Institution or low-budget nature documentary? If you’ve ever been to the Concordia University of Edmonton campus, you’ve probably asked yourself something along these lines. Our campus isn’t just home to students, faculty, and the occasional stressed-out custodian. It’s also home to the maple box beetle: the six-legged empire that has taken root in every corner of our beloved institution. Like all great legends, the story of how this began has been passed down through whispers, group chats, science faculty, and first-year orientation horror stories. And the rumours all point back to one place… a biology lab, somewhere in the ground levels of CUE. Yes, ground zero was a biology lab, tucked behind microscopes, half-finished lab reports, and that faint smell of agar no one can ever quite explain.
This is how the story goes: Years ago, a team of talented biology students were running experiments using the famous maple box beetle. These students were your typical university students, intelligent, focused, and severely sleep-deprived. Meanwhile, these beetles, non-ordinary by nature, are curious, determined, and apparently very bad at respecting institutional boundaries; they planned and plotted their rise to power. All it took was one moment — one slightly open container, one distracted lab technician, one overly tired student, and one beetle jailbreak — and the rest became CUE-story.
Mind you, this wasn’t just one escapee, but a small platoon of beetles marched straight out of the lab, slipped past a biology student, and immediately began scouting the hallways for new terrain. Within days, students reported “crawling distractions” during exams, and “startup clusters” near boardrooms. And the Biology department? Silent. As in: “We can neither confirm nor deny that our experimental subjects are now your classmates.”
One brave staff member allegedly attempted to track the infestation back to its source, only to end up with locked lab doors, contradictory witness statements, and a suspiciously large number of beetles lounging near heating vents, as if they are on vacation.
Every September, the semester begins peacefully. The sun is out, the air is crisp, and returning and new students walk around blissfully unaware of what is to come. For a brief moment, it almost feels like a regular university.
But veteran students know the truth: the silence is a trap.
Just like clockwork, within a few weeks, the uprising begins. At first, it is subtle: one beetle on a windowsill, another clinging to a door frame, then a small cluster on the outside of Hole Academic Center. People shrug it off, and then suddenly the invasion hits full force, with gatherings held on floors, tables, chairs, and sinks. Scurrying around in labs, hallways, classrooms, and disturbingly, even in toilets. No location is too sacred. No surface is off limits. If there is space, there is a beetle.
Over time, the beetles have become part of the campus’s identity. They’ve survived renovations, winter storms, budget cuts, and student elections. Some universities have geese. Some have raccoons. We have maple box beetles, thousands of them, each carrying the legacy of that fateful day in the Biology lab. And every fall, when the semester begins quietly, we wait. We brace ourselves. Because we know the beetles are coming.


▶ EXERCISE OBJECTIVE:
Lines that contain the string "will" are the ones to list; copy all of them from the records.

▶ LISTED RECORDS:
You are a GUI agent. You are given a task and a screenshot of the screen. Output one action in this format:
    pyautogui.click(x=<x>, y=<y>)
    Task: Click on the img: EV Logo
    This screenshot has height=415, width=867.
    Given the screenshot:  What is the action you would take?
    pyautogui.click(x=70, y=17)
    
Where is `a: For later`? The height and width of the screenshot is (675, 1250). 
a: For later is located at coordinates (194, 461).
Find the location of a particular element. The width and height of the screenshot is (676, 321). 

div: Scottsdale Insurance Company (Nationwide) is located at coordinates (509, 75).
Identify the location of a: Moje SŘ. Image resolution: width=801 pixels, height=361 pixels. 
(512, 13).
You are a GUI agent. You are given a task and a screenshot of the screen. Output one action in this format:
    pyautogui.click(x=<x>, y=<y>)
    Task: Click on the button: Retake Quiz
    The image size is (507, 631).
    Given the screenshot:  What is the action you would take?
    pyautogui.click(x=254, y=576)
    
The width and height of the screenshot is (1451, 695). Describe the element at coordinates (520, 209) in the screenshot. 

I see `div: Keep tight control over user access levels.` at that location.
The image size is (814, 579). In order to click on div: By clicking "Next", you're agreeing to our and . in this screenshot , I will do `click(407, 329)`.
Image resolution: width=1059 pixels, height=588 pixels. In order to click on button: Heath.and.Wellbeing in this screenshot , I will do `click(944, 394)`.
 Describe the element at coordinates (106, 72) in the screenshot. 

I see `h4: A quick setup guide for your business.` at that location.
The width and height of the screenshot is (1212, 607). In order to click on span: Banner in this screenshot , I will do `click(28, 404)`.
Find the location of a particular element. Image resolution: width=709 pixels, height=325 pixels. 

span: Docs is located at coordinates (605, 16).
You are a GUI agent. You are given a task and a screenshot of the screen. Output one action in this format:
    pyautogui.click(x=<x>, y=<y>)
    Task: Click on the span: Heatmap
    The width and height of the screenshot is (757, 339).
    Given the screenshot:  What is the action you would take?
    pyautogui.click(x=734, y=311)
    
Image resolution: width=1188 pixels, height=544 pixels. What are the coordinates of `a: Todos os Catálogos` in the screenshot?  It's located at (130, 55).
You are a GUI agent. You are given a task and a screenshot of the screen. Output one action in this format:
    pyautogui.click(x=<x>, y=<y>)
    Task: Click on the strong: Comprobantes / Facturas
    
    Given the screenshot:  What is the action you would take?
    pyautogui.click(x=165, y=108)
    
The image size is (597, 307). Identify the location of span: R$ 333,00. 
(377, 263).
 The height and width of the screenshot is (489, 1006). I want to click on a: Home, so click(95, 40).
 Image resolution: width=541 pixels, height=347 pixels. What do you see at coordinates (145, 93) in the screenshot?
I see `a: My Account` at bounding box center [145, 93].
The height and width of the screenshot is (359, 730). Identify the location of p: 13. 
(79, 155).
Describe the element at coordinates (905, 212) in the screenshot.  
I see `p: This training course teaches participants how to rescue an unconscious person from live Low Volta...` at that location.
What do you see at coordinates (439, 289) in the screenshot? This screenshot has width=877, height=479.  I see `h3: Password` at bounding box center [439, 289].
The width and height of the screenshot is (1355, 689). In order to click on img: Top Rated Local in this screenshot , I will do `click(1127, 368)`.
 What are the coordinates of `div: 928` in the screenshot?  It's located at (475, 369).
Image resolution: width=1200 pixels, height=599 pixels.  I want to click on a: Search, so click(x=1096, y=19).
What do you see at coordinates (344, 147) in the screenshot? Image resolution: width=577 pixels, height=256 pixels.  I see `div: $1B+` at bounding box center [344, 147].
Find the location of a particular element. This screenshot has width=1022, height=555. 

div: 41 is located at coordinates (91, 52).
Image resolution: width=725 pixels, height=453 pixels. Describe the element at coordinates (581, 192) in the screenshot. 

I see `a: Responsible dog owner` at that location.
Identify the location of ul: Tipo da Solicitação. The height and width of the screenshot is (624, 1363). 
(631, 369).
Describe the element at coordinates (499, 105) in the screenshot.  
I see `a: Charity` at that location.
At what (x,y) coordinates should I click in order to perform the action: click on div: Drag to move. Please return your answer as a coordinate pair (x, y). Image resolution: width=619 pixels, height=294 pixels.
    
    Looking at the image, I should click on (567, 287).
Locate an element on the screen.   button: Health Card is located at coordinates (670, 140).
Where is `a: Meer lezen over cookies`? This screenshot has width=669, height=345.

▶ EXERCISE ANSWER:
The image size is (814, 579). In order to click on div: By clicking "Next", you're agreeing to our and . in this screenshot , I will do `click(407, 329)`.
Image resolution: width=1059 pixels, height=588 pixels. In order to click on button: Heath.and.Wellbeing in this screenshot , I will do `click(944, 394)`.
The width and height of the screenshot is (1212, 607). In order to click on span: Banner in this screenshot , I will do `click(28, 404)`.
The width and height of the screenshot is (1355, 689). In order to click on img: Top Rated Local in this screenshot , I will do `click(1127, 368)`.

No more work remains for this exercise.